On November 4, Mr. Garrison sailed from Liverpool on the Acadia. A large party of friends—representatives4 of the three kingdoms—who had gathered the night before expressly to bid him farewell at the house of Richard Rathbone, waved him their long adieus. The voices of Thompson and Webb and H. C. Wright swelled the cheering led by Frederick Douglass. More than twenty years would elapse before the voyager's eye should again behold the pleasant English shores now vanishing behind him. From Halifax on the eleventh5 day he pencilled a line to Elizabeth Pease, informing her of the smooth and safe passage, attended, nevertheless, with more than the ordinary discomforts for his overtaxed system.6 On November 17, he landed in

1 Ms. Oct. 24, 1846.

2 Speaking in the City Hall at Glasgow with reference to the underhand calumniation of himself and his associates, Mr. Garrison ‘solemnly declared, after an eighteen years anti-slavery experience in the United States of America, that he had seen nothing more wicked or malicious, more wanton and cruel, than he had beheld within the last three or four weeks emanating from the apologists of the Free Church and the Evangelical Alliance’ (Glasgow Argus, Oct. 29, 1846; and see, in the Argus for Oct. 15, Mr. Garrison's dissection of a hostile article in the Scottish Guardian. Further, for charges of infidelity by Dr. Campbell in his Christian Witness, see Lib. 17: 5, 21, 121; and by Dr. Cunningham, Lib. 17: 9). His clerical traducers never faced him in public.

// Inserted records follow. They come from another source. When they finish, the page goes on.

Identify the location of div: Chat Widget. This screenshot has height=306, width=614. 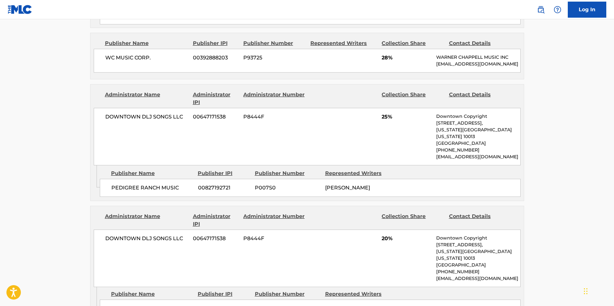
(598, 290).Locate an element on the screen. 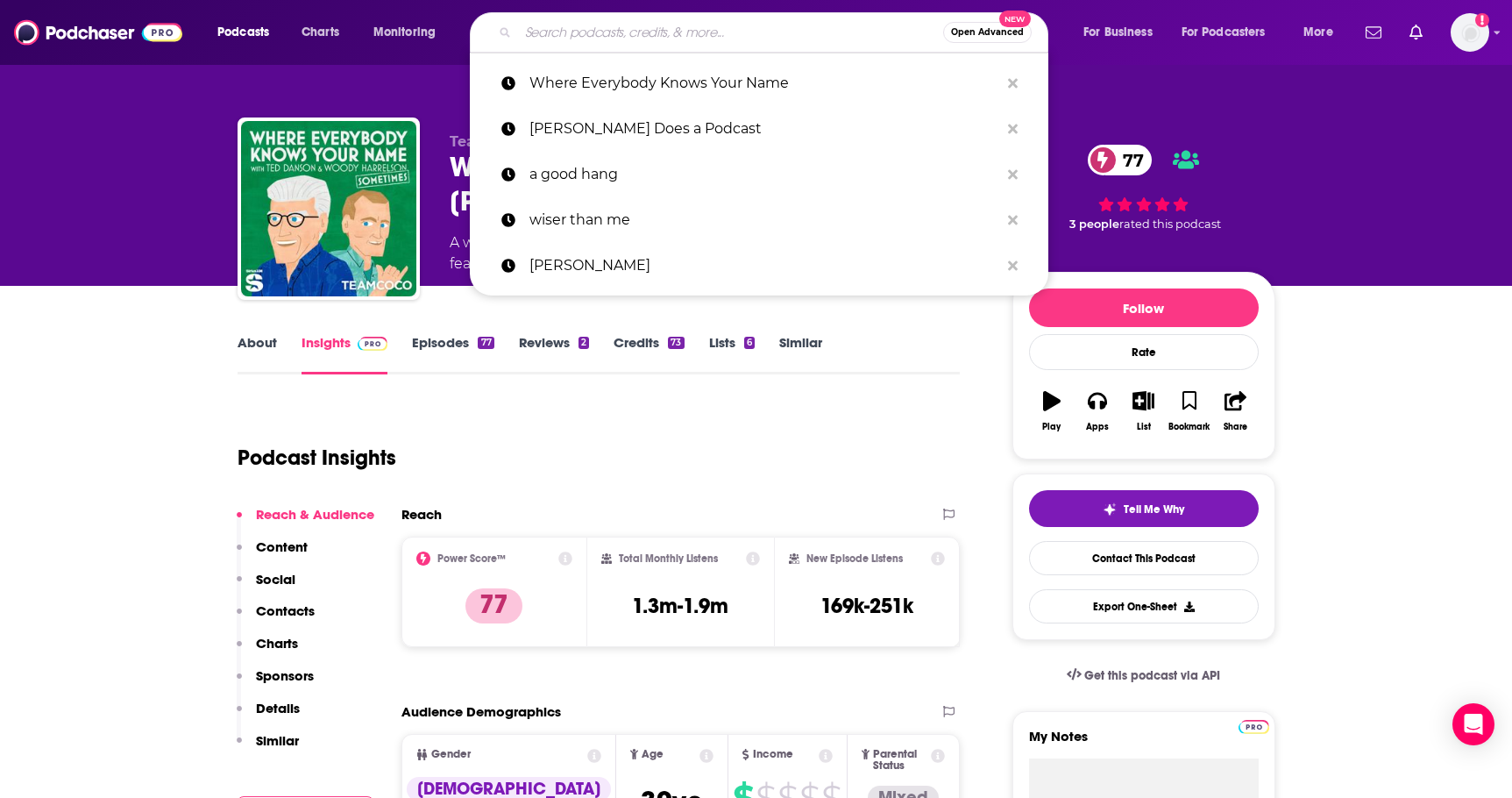 The image size is (1512, 798). input: Search podcasts, credits, & more... is located at coordinates (730, 33). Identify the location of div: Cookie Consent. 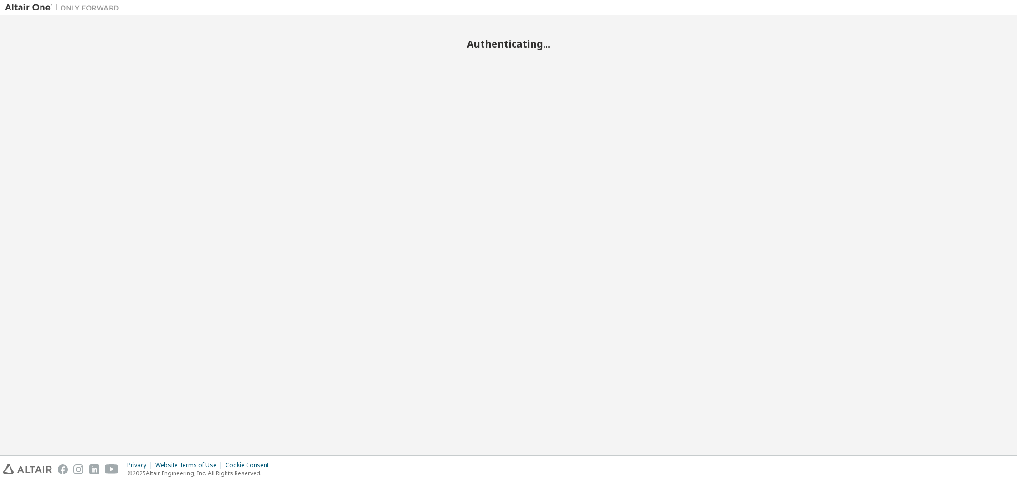
(250, 465).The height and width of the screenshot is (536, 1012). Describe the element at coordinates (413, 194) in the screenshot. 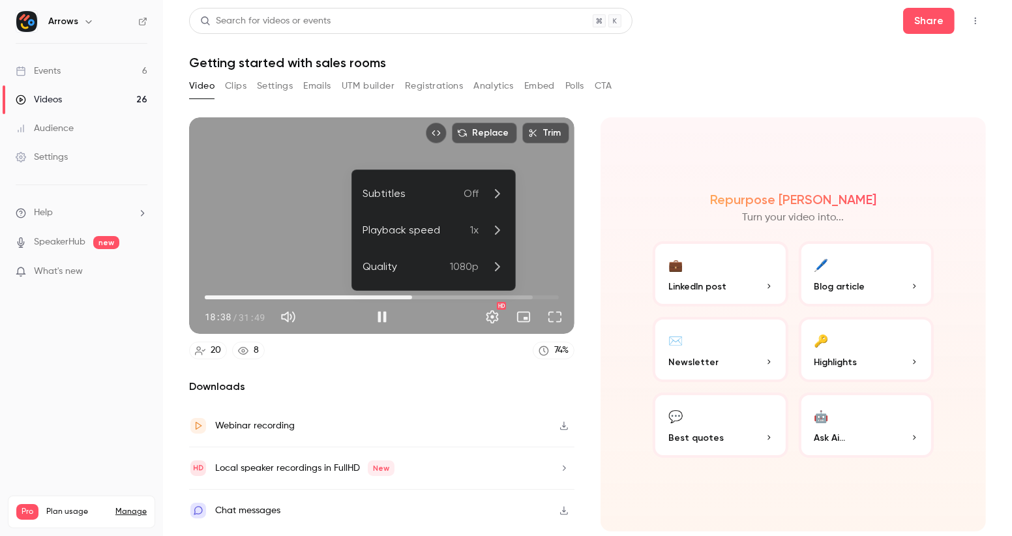

I see `div: Subtitles` at that location.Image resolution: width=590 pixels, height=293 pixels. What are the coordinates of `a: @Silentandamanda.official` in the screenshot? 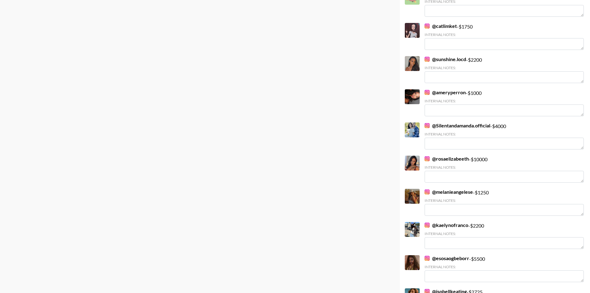 It's located at (457, 125).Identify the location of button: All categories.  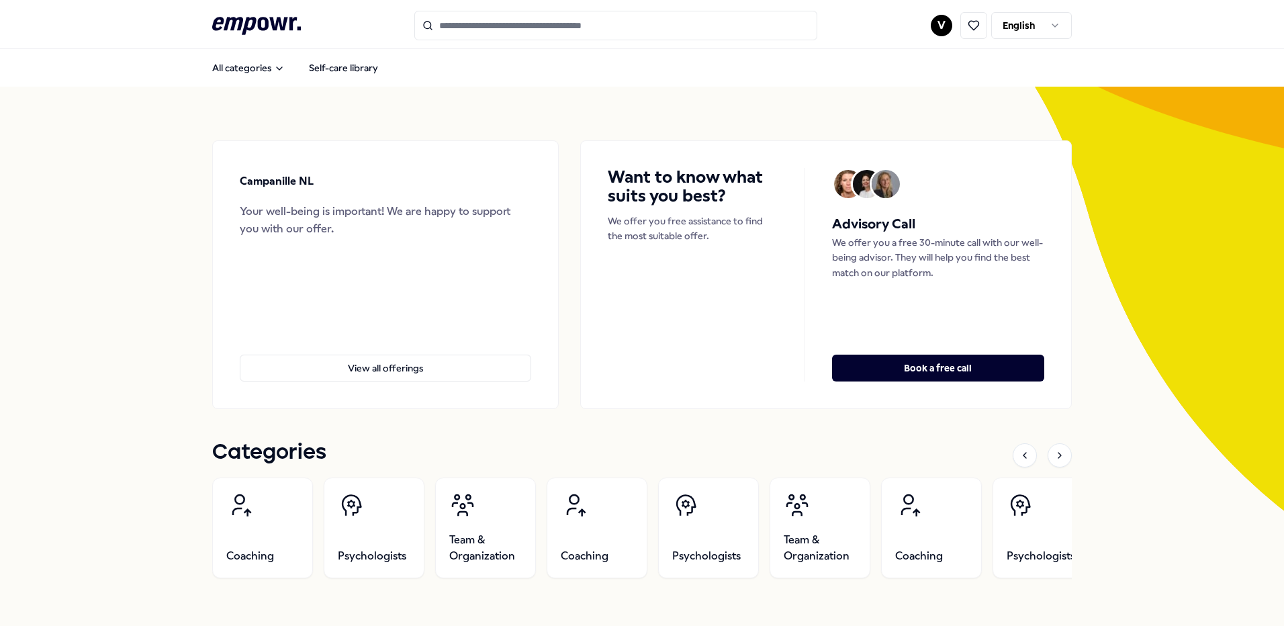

3 A breakfast by invitation with George Combe, perhaps on Oct. 22, in company with Thompson, Douglass, and Buffum, was another pleasurable incident of this visit to Edinburgh ( “Life of Douglass,” ed. 1882, p. 245).

4 Lib. 16.201.

5 Ms. Nov. 15, 1846.

6 On December 11, 1846, Mr. Garrison wrote to Geo. W. Benson (Ms.): ‘The Garrisonian ranks are filling up. This morning, dear Helen presented me with a new-comer into this breathing world,—a daughter,—and the finest babe ever yet born in Boston!’ On Dec. 19 he informed S. J. May (Ms.) that the little girl had been named Elizabeth Pease. Wendell Phillips wrote to her namesake on Jan. 31, 1847 (Ms.): ‘Garrison's child is a nice, healthy, dark-eyed little thing, much like his other little one, Helen. I am glad he has called it E. P., for you will feel more fully than ever convinced that the best ones on your side the water do not love and value you more than the best one here does.’